PROPOSED LEGISLATION, not enacted law
Three legislative proposals. Three different answers to the same underlying problem. According to a
Thompson Coburn LLP regulatory analysis published June 16, 2026, bipartisan bills in
Congress would each reshape the energy cost equation for AI infrastructure operators, and they
don’t agree on how.
First bill: the *Guaranteeing Rate Insulation from Data (GRID) Centers Act*, co-sponsored by
Senators Hawley and Blumenthal. The pairing is notable. Hawley and Blumenthal aren’t natural
legislative partners; their agreement signals that AI infrastructure cost-shifting has become a
genuinely cross-ideological concern. The bill would prohibit data center operators from passing
energy-related infrastructure costs to retail electricity consumers. The cost stays with the
operator.
Second bill: the *No Harm Data Center Act*, introduced by Representative Landsman. This proposal
goes further. It would require AI companies to finance 100% of their own energy infrastructure
costs, and it would ban non-disclosure agreements between municipalities and data center
operators. That NDA prohibition is a transparency provision with real local governance implications:
municipalities that have quietly negotiated favorable terms for data center siting would no longer
be able to keep those arrangements confidential, if the bill were enacted.

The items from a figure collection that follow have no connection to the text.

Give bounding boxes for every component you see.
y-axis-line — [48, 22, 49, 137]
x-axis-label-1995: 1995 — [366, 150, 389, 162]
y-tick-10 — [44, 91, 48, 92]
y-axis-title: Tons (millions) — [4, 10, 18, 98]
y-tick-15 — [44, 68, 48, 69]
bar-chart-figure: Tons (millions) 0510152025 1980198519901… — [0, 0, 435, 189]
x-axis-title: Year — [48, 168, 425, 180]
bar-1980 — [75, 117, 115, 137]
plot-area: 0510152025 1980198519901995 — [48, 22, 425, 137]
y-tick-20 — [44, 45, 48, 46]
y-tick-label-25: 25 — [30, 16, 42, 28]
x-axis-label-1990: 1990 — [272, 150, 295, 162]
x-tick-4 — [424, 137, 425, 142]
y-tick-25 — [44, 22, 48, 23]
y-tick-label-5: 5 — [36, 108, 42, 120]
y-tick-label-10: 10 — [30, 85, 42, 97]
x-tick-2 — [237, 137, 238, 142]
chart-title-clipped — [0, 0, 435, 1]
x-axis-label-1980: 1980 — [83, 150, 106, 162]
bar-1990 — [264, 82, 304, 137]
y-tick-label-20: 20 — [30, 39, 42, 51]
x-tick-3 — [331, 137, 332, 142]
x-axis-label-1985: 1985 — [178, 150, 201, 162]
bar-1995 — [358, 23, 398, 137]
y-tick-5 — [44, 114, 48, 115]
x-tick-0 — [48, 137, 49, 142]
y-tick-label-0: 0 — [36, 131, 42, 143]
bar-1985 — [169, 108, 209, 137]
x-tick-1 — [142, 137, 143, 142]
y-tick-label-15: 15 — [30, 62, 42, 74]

Third proposal: legislation that would permit qualifying data centers to build independent off-grid
power systems, subject to reduced federal regulatory requirements, provided those systems maintain
complete physical separation from the public electricity grid. Thompson Coburn characterizes this
as regulatory relief for off-grid builds, the specific scope of “reduced regulations” requires
review of the bill text, which hasn’t been confirmed through primary source.

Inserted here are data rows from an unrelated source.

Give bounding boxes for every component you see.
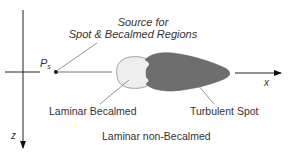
becalmed-leader-line <box>100 80 129 104</box>
source-leader-line <box>58 43 97 70</box>
z-axis-label: z <box>10 130 16 141</box>
becalmed-region <box>117 57 150 89</box>
turbulent-spot <box>145 53 230 91</box>
spot-label: Turbulent Spot <box>190 105 259 117</box>
turbulent-spot-diagram: Source for Spot & Becalmed Regions Ps x … <box>0 0 293 153</box>
point-label: Ps <box>40 57 51 70</box>
source-label-line2: Spot & Becalmed Regions <box>69 28 198 40</box>
non-becalmed-label: Laminar non-Becalmed <box>102 130 211 142</box>
diagram-svg: Source for Spot & Becalmed Regions Ps x … <box>0 0 293 153</box>
point-label-subscript: s <box>47 63 51 70</box>
becalmed-label: Laminar Becalmed <box>49 105 137 117</box>
x-axis-label: x <box>263 77 270 88</box>
source-label-line1: Source for <box>118 16 170 28</box>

All three are proposed. None is enacted law. Bill introduction dates aren’t specified in the
available reporting, so these may have been introduced before the June 16–18 reporting window –
“under active consideration in the current congressional session” is the accurate framing.

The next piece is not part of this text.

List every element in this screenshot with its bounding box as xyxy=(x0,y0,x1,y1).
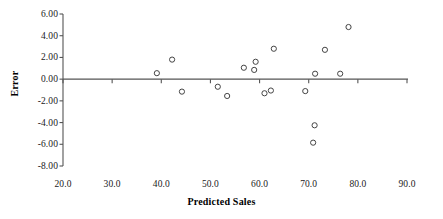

The pattern is worth naming. These aren’t fringe proposals. Bipartisan sponsorship on the GRID
Centers Act, cross-ideological concern about retail ratepayer exposure, and a transparency push on
municipal NDAs all point toward a congressional appetite for AI infrastructure cost accountability
that’s broader than any single party’s position.
Analysis
The NDA ban in the No Harm Data Center Act is the provision that gets the least attention and may have the most immediate local governance impact. Municipalities that have signed confidentiality agreements around data center siting terms should be evaluating those agreements now, not because the bill is law, but because public pressure around AI infrastructure costs is building regardless of what Congress does.
The catch is timing. Proposed legislation has a long path to enactment. Committee markup, floor
scheduling, House-Senate reconciliation, none of that has happened yet. For data center operators,
the compliance action isn’t to restructure financing now. It’s to understand which cost structures
would be prohibited or required under each scenario, so that contracts and infrastructure agreements
signed today aren’t locked into arrangements that become legally untenable if any of these bills
advance.
The
hyperscaler infrastructure brief covers the capital dynamics driving data center expansion. The real question is whether any of these bills reach committee markup before the congressional
recess. That’s the trigger that converts legislative watching into compliance planning.